Tutorial: Evolution of Neural Networks

Risto Miikkulainen
Neural Networks Research Group, UT Austin
and
Cognizant AI Lab

Description

Neuroevolution, or optimization of neural networks through evolutionary computation, is a method for constructing intelligent agents through population-based search. It is particularly useful in partially observable domains with sparse and multiobjective reinforcement; compared to other policy search techniques, its power comes from extensive exploration that allows it to find effective, often surprising solutions. Prime application domains include robotic control, game-playing agents, and decision-making. More recently, it has also been extended to optimizing deep-learning architectures, understanding how biological intelligence evolved, and optimizing neural networks for hardware implementation. Several synergies have also emerged with reinforcement learning and large language models. This tutorial introduces participants to the basics of neuroevolution, progresses to several advanced topics that make neuroevolution effective and general, reviews example application areas, and proposes further research questions. An optional hands-on exercise makes these concepts concrete and allows the participants to take advantage of neuroevolution immediately.

Presentation Materials

A preliminary version: Slides (4-up pdf), video

Demos

The slides include numerous demos (i.e. animations). They don't run in the 4-up pdf, however they (and more) are included in the Neuroevolution book demo page.

Neuroevolution Exercise (Colab)

This excercise (authored by Yujin Tang) can be run as a notebook in Google Colab. There are three parts:

(1) Neuroevolution for control
(2) Evolutionary Model Merging
(3) Quality Diversity for Model Merging.

Instructions are given in the notebook.

Further Reading

Book: Neuroevolution: Harnessing Creativity in AI Model Design (MIT Press, forthcoming 2025).
A survey article in Science on neuroevolution in neuroscience.
A short summary article on neuroevolution.
A survey article in Nature Machine Intelligence.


YOUR ASSIGNMENT:
The answer is to be the data that follows, transcribed exactly, minus its pictures.

(Entries from a visual dataset)
--

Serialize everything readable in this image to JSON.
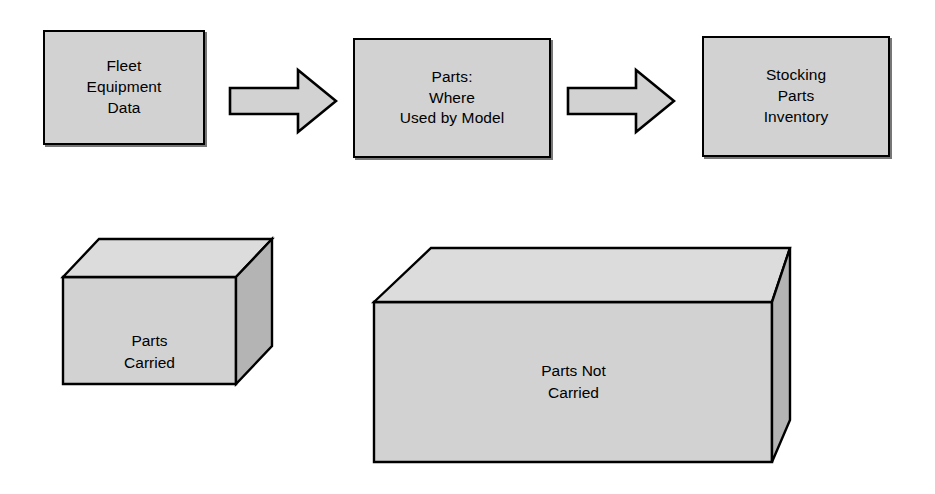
{
  "diagram": {
    "colors": {
      "face_front": "#d2d2d2",
      "face_top": "#dcdcdc",
      "face_side": "#b4b4b4",
      "outline": "#000000",
      "shadow": "#777777",
      "background": "#ffffff"
    },
    "process_boxes": [
      {
        "id": "fleet-equipment-data",
        "label": "Fleet\nEquipment\nData"
      },
      {
        "id": "parts-where-used-by-model",
        "label": "Parts:\nWhere\nUsed by Model"
      },
      {
        "id": "stocking-parts-inventory",
        "label": "Stocking\nParts\nInventory"
      }
    ],
    "arrows": [
      {
        "id": "arrow-fleet-to-parts",
        "icon": "right-block-arrow-icon",
        "direction": "right"
      },
      {
        "id": "arrow-parts-to-stocking",
        "icon": "right-block-arrow-icon",
        "direction": "right"
      }
    ],
    "volumes": [
      {
        "id": "parts-carried",
        "label": "Parts\nCarried",
        "relative_size": "small"
      },
      {
        "id": "parts-not-carried",
        "label": "Parts Not\nCarried",
        "relative_size": "large"
      }
    ]
  }
}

--

RESPONSE TO THE EXERCISE:
Serialize everything readable in this image to JSON.
{
  "diagram": {
    "colors": {
      "face_front": "#d2d2d2",
      "face_top": "#dcdcdc",
      "face_side": "#b4b4b4",
      "outline": "#000000",
      "shadow": "#777777",
      "background": "#ffffff"
    },
    "process_boxes": [
      {
        "id": "fleet-equipment-data",
        "label": "Fleet\nEquipment\nData"
      },
      {
        "id": "parts-where-used-by-model",
        "label": "Parts:\nWhere\nUsed by Model"
      },
      {
        "id": "stocking-parts-inventory",
        "label": "Stocking\nParts\nInventory"
      }
    ],
    "arrows": [
      {
        "id": "arrow-fleet-to-parts",
        "icon": "right-block-arrow-icon",
        "direction": "right"
      },
      {
        "id": "arrow-parts-to-stocking",
        "icon": "right-block-arrow-icon",
        "direction": "right"
      }
    ],
    "volumes": [
      {
        "id": "parts-carried",
        "label": "Parts\nCarried",
        "relative_size": "small"
      },
      {
        "id": "parts-not-carried",
        "label": "Parts Not\nCarried",
        "relative_size": "large"
      }
    ]
  }
}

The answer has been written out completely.